Li Xin formerly a website editor for a Chinese media group called Southern Metropolis Daily, is a pro-democracy campaigner and rights activist. Li disappeared on a train from Bangkok to the northeastern border town of Nong Khai in Thailand on 11 January 2016 after he leaked confidential documents detailing Communist Party propaganda efforts. About a month later, He Fangmei, Li’s wife, said she received a phone call from Li on 3 February, and was told that he had voluntarily come back to Mainland China to meet with investigators.
Background
In 2007, Li set up a website called Civil Society, which advocated for human rights in China. In 2008, Liu Xiaobo, a Chinese human rights activist and winner of the 2010 Nobel Peace Prize, and others co-authored a manifesto called Charter 08, calling for human rights, freedom of the press and democracy in China. Li was among the 6th group of people who signed the charter. From 2010 to 2012, Li studied international relations at Jawaharlal Nehru University in India, during which time he was invited to write editorials on Chinese politics by the government of Taiwan. After returning to China, in June 2012 Li was detained and interrogated in a hotel for a week by Chinese state security police and was threatened with spying charges if he didn’t agree to spy on other activists and dissidents. He was forced to agree to do it, but Li didn't provide any essential information. In 2013, Li became a website editor for Southern Metropolis Daily in Guangdong province, where he knew many rights activists and public intellectuals.
Disappearance in Thailand
After being forced by China’s state security police to spy on other activists, Li decided to flee to New Delhi, India in October 2015. Li’s wife, He Fangmei told The Guardian "the authorities said they can arrest him at any time and charge him for endangering state security and for being a spy. He is scared. He couldn’t stay in China any more. He has been trying to get out from China." After arriving in India, Li made public several purported lists from government of sources and topics off limits to journalists in China, giving a glimpse at the operation of the regime’s extensive propaganda machinery. Li tried unsuccessfully for several months to claim political asylum from the Indian government. However his applications were rejected, as India does not accept asylum applications from Chinese nationals. Li also applied for a visa to the United States, but was rejected by the U.S. embassy in New Delhi. In December 2015, Li’s wife and infant son were sent back to their hometown in Henan province by authorities in Guangdong province after they were prevented from trying to leave the country via Hong Kong. On 1 January 2016 Li traveled to Thailand. On 9 January, another Chinese activist Yan Bojun, who fled to Thailand in 2015, reported having dinner with Li. On 10 January, he boarded an 8:36 p.m. train from Bangkok to the northeastern border town of Nong Khai, with the intention of trying to enter Laos to extend his Thai visa. The next day, around 7:40 am, his wife reported losing contact with him on the instant messaging app they used to communicate.
Reappearance in China
On 2 February, Li’s wife He Fangmei was summoned to a police station in Henan province. The next day, she was allowed to speak to her husband, who was apparently in a different location, over an internal police telephone system. Li told his wife that he came back to China to voluntarily help police with their investigations and that she shouldn’t talk to international media. Li refused to say where he was and asked his wife not to ask any questions. It’s still unclear how Li returned to China, but his wife didn’t believe Li came back voluntarily. On 3 February, The New York Times reported on He Fangmei’s conversation with Li in China. The article cited a spokesman for the Thai foreign ministry saying there was no "record as yet as to whether he has left the country," and that "there is no indication whatsoever that Mr. Li Xin was abducted from Thailand."
Li’s disappearance in Thailand is the fourth such instance of Chinese dissidents being captured in the country since October 2015. On 28 October 2015, two Chinese human rights activists, Dong Guangping and Jiang Yefei were arrested in Bangkok and handed over to Chinese authorities, despite being recognized as refugees by the United Nations. On 17 October 2015, Gui Minhai, a Chinese-born Swedish publisher who wrote gossip books about Chinese political leaders, disappeared from his apartment in the resort city of Pattaya, Thailand. The incident is widely known as the Causeway Bay Books disappearance. Three months later, he appeared on state-run China Central Television, confessing to his involvement in a fatal car accident in Thailand.
International response
Major news agencies, such as CNN, BBC, Time, The Guardian, and Radio Free Asia have covered the story of Li’s disappearance and re-emergence in Thailand. The European Union, United States and the United Kingdom have expressed their concerns about the disappearances of Li and other Chinese dissidents in China. In a statement, Human Rights Watch called the disappearance of Li and other Chinese dissidents from Thailand part of the Chinese government’s "unprecedented new impulse" to snatch people outside its borders. China’s state-owned Global Times newspaper has criticized Western media coverage of Li’s disappearance. In a February 2016 editorial, Shan Renping, chief editor of the newspaper, argued that reports from Western media constituted interference in China’s internal affaires and were "a provocation with obvious political selectivity."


> Task description: Each line below that contains the word "interactable" must be copied.

> Records:
▽

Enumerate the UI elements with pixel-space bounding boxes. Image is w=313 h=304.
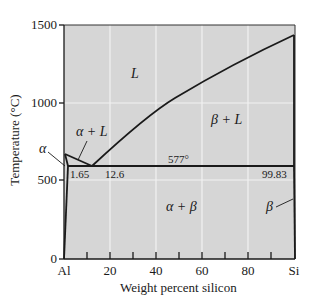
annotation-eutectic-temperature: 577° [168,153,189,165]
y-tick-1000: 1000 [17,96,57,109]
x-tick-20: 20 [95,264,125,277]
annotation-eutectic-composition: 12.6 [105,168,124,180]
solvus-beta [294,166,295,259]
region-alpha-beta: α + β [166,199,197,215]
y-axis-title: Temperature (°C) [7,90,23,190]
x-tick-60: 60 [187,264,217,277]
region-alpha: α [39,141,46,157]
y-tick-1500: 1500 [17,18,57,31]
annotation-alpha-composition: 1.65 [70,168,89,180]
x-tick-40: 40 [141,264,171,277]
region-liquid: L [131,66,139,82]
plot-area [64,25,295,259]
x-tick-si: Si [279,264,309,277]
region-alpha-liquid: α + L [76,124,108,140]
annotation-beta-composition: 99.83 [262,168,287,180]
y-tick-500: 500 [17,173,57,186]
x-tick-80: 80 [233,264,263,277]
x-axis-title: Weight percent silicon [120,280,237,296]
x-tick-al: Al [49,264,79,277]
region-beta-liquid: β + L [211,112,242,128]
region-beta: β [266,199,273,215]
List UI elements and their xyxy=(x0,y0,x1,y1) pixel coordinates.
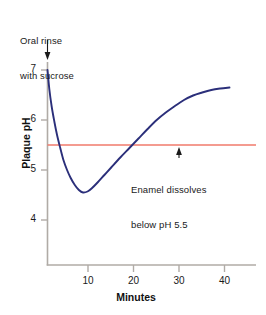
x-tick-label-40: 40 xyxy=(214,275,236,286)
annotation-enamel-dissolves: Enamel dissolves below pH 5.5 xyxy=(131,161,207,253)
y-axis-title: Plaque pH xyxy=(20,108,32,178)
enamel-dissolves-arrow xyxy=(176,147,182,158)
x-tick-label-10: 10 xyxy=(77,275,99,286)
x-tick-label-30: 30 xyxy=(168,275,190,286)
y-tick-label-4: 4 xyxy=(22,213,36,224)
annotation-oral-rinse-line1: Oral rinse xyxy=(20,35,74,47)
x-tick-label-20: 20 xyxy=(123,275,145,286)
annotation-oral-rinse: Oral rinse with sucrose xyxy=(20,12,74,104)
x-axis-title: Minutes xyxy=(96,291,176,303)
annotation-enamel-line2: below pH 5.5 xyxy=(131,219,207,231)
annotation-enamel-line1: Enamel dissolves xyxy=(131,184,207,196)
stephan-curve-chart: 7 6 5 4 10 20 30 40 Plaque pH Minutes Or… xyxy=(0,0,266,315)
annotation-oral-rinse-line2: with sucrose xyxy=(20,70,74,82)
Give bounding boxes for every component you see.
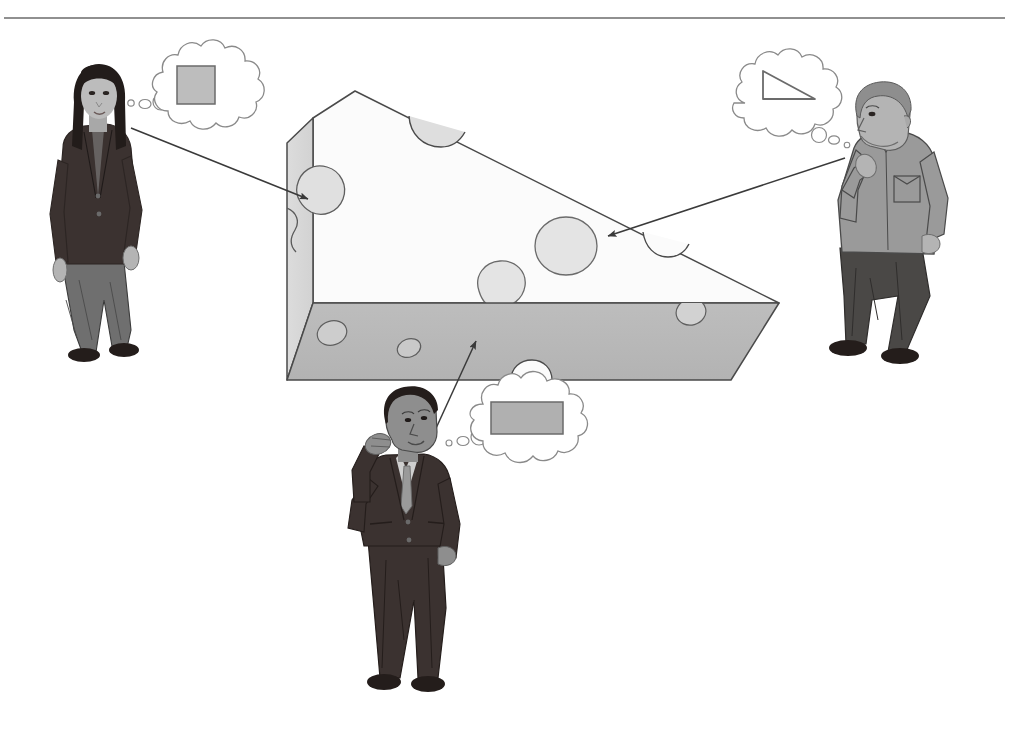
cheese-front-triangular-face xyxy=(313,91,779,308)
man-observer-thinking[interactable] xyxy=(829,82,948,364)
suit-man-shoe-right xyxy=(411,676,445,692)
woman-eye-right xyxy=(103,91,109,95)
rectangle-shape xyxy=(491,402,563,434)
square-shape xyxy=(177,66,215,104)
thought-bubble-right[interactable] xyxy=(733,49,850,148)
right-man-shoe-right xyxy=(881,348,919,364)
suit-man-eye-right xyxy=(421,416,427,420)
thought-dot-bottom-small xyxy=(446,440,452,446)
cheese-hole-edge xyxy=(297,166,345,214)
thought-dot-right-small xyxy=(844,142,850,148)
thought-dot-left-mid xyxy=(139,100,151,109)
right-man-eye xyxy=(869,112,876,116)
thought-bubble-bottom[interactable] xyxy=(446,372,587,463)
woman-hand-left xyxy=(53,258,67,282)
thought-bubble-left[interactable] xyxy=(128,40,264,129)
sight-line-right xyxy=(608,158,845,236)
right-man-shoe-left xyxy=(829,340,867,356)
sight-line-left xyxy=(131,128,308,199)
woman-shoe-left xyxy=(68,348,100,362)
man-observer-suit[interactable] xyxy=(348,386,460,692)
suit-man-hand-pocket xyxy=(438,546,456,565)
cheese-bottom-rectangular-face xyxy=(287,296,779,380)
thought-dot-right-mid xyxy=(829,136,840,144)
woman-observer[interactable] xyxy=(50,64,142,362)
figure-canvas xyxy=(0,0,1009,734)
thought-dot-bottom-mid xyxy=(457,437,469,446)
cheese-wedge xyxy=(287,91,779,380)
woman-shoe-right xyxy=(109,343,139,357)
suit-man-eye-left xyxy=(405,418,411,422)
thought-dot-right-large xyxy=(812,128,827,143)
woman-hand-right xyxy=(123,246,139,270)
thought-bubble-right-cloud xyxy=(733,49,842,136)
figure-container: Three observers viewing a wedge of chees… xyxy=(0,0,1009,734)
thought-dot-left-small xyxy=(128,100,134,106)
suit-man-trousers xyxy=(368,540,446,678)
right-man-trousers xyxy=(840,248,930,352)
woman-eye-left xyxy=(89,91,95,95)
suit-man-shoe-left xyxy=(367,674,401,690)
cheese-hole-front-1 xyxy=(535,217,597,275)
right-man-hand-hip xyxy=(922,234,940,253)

△

> Written solution:
man-observer-thinking[interactable] xyxy=(829,82,948,364)
thought-bubble-right[interactable] xyxy=(733,49,850,148)
thought-bubble-bottom[interactable] xyxy=(446,372,587,463)
thought-bubble-left[interactable] xyxy=(128,40,264,129)
man-observer-suit[interactable] xyxy=(348,386,460,692)
woman-observer[interactable] xyxy=(50,64,142,362)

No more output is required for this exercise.